ABSTRACT

Before, and at the time of the Plaintiffs sustaining the injury complained of, the Defendant rented and occupied a walled garden in the parish of St. Phillip and Jacob, in the county of Gloucester, in which the Defendant grew valuable flower-roots, and particularly tulips, of the choicest and most expensive description. The garden was at the distance of near a mile from the Defendant's dwelling-house, and above one hundred yards from the road. In it there was a summer-house, consisting of a single room, in which the Defendant and his wife had some considerable time before slept, and intended in a few days after the accident again to have slept, for the greater protection of their property. The garden was surrounded by a wall, by which it was separated on the south from a footway up to some houses, on the east and west from other gardens, and on the north from a field which had no path through it, and was itself fenced against the highway, at a considerable distance from the garden, by a wall. On the north side of the garden the wall adjoining the field was seven or eight feet high. The other walls were somewhat lower. The garden was entered by a door in the wall. The Defendant had been, shortly before the accident, robbed of flowers and roots from his garden to the value of £20 and upwards: in consequence of which, for the protection of his property, with the assistance of another man, he placed in the garden a spring gun, the wires connected with which were made to pass from the doorway of the summer-house to some tulip beds, at the height of about fifteen inches from the ground, and across three or four of the garden paths, which wires were visible from all parts of the garden or the garden wall; but it was admitted by the Defendant, that the Plaintiff had not seen them, and that he had no notice of the spring gun and the wires being there; and that the Plaintiff had gone into the garden for an innocent purpose, to get back a peafowl that had strayed.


EXERCISE GOAL: Scan the entries below and return each line that contains "este".

(Extracted records)
<<<<
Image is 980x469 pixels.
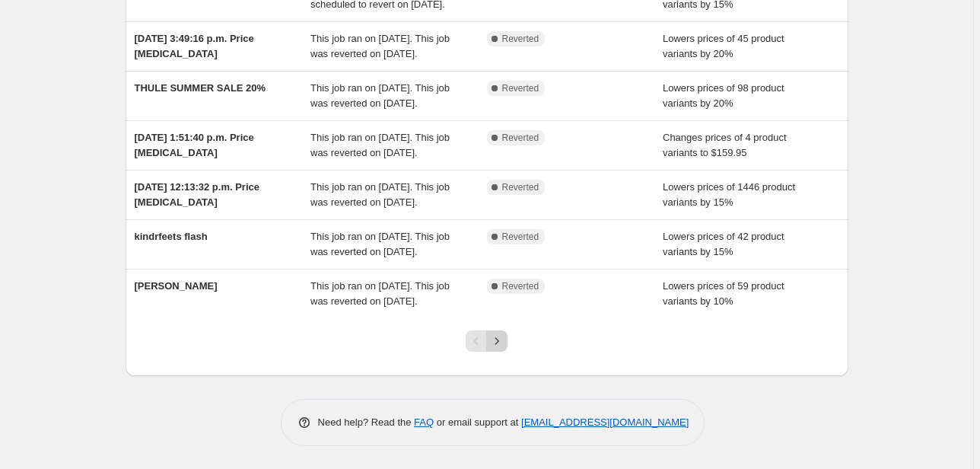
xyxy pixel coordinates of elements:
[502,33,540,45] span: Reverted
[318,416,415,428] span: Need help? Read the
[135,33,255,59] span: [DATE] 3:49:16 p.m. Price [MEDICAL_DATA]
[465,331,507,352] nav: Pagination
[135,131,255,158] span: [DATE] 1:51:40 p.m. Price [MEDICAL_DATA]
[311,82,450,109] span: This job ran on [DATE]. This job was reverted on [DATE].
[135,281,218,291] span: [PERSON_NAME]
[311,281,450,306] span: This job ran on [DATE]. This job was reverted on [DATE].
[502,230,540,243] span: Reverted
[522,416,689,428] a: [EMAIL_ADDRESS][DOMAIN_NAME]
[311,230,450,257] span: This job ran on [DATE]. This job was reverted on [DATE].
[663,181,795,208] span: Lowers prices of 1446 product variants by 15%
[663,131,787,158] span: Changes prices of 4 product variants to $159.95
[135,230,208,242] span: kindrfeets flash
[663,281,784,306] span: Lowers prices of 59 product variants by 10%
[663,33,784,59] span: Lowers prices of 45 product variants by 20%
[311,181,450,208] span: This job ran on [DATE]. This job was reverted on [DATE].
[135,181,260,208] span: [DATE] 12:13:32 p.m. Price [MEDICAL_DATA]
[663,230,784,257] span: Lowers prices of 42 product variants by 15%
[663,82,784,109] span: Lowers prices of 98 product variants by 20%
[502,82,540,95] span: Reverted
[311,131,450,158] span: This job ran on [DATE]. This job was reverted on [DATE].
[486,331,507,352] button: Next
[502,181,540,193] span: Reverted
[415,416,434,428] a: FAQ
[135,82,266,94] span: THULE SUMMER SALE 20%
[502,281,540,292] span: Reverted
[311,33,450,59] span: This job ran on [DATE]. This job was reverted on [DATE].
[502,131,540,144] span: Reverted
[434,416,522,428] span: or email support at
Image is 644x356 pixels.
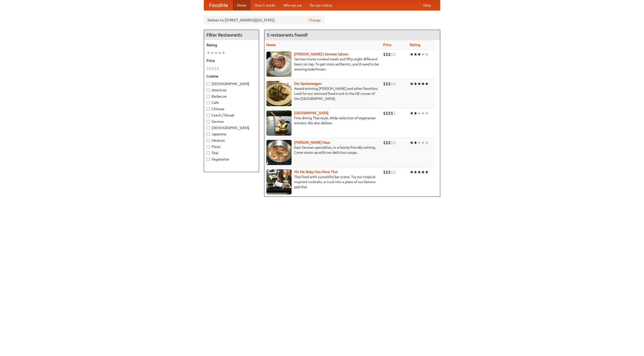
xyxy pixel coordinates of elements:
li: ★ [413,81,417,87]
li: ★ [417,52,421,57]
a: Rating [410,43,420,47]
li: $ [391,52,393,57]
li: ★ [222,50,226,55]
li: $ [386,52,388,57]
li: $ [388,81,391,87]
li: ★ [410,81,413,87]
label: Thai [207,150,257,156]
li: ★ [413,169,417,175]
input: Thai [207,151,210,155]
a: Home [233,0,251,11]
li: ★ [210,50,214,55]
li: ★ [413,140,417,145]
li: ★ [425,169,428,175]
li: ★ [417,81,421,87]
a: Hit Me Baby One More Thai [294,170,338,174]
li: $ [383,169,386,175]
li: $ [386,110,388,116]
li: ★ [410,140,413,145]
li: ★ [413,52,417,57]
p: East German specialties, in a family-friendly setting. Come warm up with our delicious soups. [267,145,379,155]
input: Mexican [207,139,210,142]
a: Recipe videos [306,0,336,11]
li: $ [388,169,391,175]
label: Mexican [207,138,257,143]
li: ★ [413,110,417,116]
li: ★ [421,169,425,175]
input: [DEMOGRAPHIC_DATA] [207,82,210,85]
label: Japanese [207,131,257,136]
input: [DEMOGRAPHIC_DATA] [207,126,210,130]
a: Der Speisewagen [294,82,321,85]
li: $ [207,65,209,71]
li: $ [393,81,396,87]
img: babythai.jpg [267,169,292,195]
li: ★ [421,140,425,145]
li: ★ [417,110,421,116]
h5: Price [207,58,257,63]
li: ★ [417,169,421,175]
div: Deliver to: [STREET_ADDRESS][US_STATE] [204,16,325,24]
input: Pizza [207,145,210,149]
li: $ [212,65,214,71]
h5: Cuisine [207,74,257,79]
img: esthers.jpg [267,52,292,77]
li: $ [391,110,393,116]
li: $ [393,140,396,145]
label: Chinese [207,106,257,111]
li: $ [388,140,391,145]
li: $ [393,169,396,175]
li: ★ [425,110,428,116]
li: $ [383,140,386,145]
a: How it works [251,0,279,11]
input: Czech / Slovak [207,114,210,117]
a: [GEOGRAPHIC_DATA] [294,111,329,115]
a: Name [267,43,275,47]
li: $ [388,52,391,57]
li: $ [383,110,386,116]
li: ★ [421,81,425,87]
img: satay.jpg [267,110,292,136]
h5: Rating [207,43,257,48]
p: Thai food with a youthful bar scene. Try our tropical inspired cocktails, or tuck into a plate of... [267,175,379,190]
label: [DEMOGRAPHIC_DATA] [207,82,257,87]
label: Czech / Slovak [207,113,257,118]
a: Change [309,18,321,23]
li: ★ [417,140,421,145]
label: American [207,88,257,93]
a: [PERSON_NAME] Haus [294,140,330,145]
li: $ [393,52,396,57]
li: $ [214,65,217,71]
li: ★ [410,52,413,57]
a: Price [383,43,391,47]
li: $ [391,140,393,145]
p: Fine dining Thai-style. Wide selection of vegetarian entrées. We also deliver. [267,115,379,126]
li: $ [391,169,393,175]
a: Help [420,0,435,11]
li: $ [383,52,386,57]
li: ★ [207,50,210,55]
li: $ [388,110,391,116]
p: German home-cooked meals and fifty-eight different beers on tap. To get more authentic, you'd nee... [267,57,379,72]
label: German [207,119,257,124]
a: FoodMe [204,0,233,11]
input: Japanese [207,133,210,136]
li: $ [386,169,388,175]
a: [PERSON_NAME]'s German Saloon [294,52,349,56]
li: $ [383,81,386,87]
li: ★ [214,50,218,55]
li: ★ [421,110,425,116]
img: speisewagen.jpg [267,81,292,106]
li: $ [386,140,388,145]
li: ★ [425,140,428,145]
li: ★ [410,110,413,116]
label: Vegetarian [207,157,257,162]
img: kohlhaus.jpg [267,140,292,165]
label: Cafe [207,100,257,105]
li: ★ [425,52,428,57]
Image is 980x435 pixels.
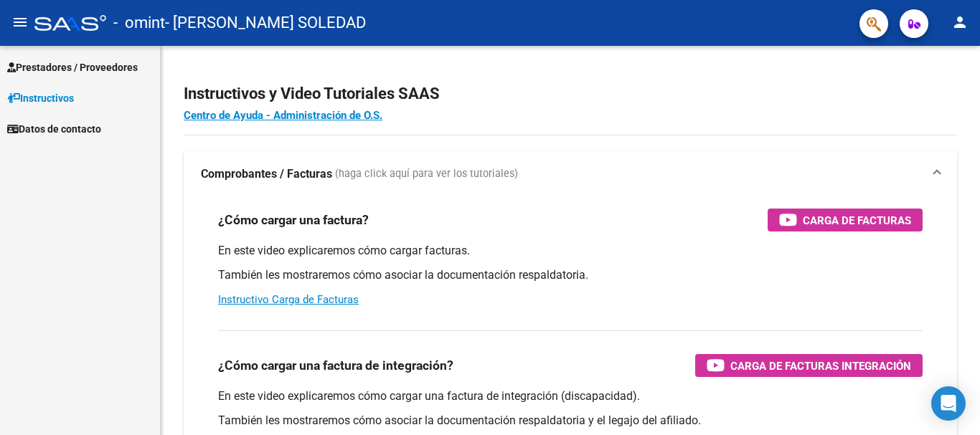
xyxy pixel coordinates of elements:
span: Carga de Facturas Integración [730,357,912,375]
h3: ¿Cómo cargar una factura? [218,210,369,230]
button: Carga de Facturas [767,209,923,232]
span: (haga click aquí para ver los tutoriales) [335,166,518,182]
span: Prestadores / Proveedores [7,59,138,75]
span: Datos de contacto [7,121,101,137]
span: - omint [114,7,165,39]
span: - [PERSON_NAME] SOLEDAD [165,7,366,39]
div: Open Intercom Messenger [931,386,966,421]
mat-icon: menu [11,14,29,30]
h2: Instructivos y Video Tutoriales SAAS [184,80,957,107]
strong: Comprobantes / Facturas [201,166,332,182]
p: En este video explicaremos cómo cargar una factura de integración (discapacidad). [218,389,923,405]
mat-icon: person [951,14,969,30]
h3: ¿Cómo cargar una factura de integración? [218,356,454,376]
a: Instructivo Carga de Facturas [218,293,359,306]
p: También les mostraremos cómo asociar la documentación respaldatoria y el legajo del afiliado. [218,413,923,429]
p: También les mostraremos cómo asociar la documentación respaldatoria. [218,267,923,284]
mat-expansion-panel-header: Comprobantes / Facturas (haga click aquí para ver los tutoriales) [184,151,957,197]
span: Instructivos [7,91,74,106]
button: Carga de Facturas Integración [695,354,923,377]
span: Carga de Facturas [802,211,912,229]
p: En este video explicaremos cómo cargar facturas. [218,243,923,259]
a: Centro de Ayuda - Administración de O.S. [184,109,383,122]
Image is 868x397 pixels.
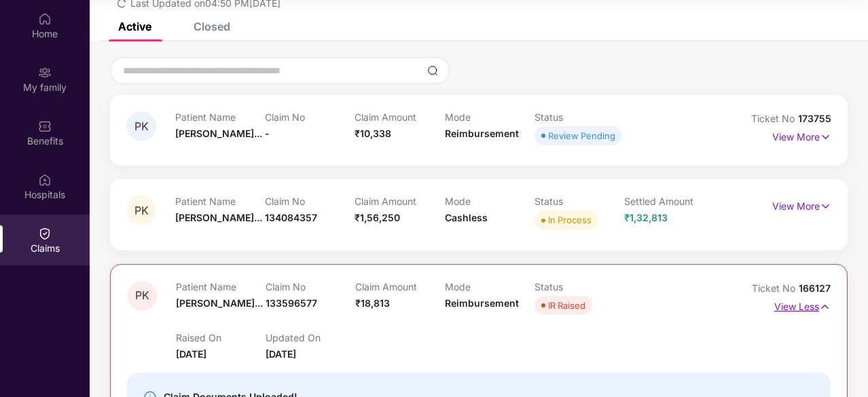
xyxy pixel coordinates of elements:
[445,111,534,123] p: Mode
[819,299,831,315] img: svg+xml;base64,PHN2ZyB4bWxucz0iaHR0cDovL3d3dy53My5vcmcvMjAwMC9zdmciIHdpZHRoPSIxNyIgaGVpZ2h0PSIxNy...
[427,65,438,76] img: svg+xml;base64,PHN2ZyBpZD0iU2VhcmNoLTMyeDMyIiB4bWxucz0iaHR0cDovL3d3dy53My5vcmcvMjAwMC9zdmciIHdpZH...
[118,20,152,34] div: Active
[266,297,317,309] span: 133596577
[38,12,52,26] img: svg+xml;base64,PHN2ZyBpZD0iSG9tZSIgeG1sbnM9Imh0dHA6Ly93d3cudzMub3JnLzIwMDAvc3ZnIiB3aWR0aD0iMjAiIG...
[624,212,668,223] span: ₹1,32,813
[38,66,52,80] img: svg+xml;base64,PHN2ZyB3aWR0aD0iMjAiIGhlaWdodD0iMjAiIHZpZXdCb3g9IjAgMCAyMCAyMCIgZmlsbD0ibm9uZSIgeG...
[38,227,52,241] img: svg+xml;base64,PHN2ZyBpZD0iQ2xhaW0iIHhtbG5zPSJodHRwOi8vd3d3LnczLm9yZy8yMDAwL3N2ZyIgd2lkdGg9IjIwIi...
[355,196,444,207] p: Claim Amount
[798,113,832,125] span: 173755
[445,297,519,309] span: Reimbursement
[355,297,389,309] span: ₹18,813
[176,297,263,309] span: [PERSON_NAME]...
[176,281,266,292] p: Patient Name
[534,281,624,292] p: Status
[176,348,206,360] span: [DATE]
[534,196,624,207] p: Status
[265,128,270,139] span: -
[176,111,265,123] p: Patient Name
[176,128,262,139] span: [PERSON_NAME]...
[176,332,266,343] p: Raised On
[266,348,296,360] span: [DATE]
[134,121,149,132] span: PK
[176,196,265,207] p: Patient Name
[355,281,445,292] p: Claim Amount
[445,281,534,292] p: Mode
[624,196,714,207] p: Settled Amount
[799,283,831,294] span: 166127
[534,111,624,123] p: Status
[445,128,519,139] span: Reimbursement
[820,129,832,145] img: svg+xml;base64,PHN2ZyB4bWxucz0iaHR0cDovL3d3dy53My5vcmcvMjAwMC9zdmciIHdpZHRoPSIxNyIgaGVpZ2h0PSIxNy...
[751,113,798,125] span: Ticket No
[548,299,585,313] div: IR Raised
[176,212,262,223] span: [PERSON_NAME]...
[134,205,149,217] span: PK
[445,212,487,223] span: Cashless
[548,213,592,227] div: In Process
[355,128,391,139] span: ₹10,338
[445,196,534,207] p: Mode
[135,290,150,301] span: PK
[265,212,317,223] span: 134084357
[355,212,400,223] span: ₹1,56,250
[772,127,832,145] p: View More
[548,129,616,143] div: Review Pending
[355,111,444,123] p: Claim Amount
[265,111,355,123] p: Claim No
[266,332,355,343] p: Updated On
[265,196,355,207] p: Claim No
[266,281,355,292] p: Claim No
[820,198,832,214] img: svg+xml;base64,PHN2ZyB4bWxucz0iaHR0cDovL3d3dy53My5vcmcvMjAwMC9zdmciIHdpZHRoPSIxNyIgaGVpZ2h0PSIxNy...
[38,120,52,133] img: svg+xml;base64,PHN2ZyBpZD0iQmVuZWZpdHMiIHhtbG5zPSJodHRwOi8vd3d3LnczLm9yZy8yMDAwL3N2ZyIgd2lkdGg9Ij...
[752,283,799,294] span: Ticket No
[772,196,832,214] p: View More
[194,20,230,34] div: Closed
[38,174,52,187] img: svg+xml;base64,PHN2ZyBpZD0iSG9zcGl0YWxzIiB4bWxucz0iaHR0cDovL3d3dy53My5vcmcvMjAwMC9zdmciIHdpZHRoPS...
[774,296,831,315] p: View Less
>>>>
REPLY TO THE TASK:
p: En este video explicaremos cómo cargar una factura de integración (discapacidad). [218,389,923,405]
p: En este video explicaremos cómo cargar facturas. [218,243,923,259]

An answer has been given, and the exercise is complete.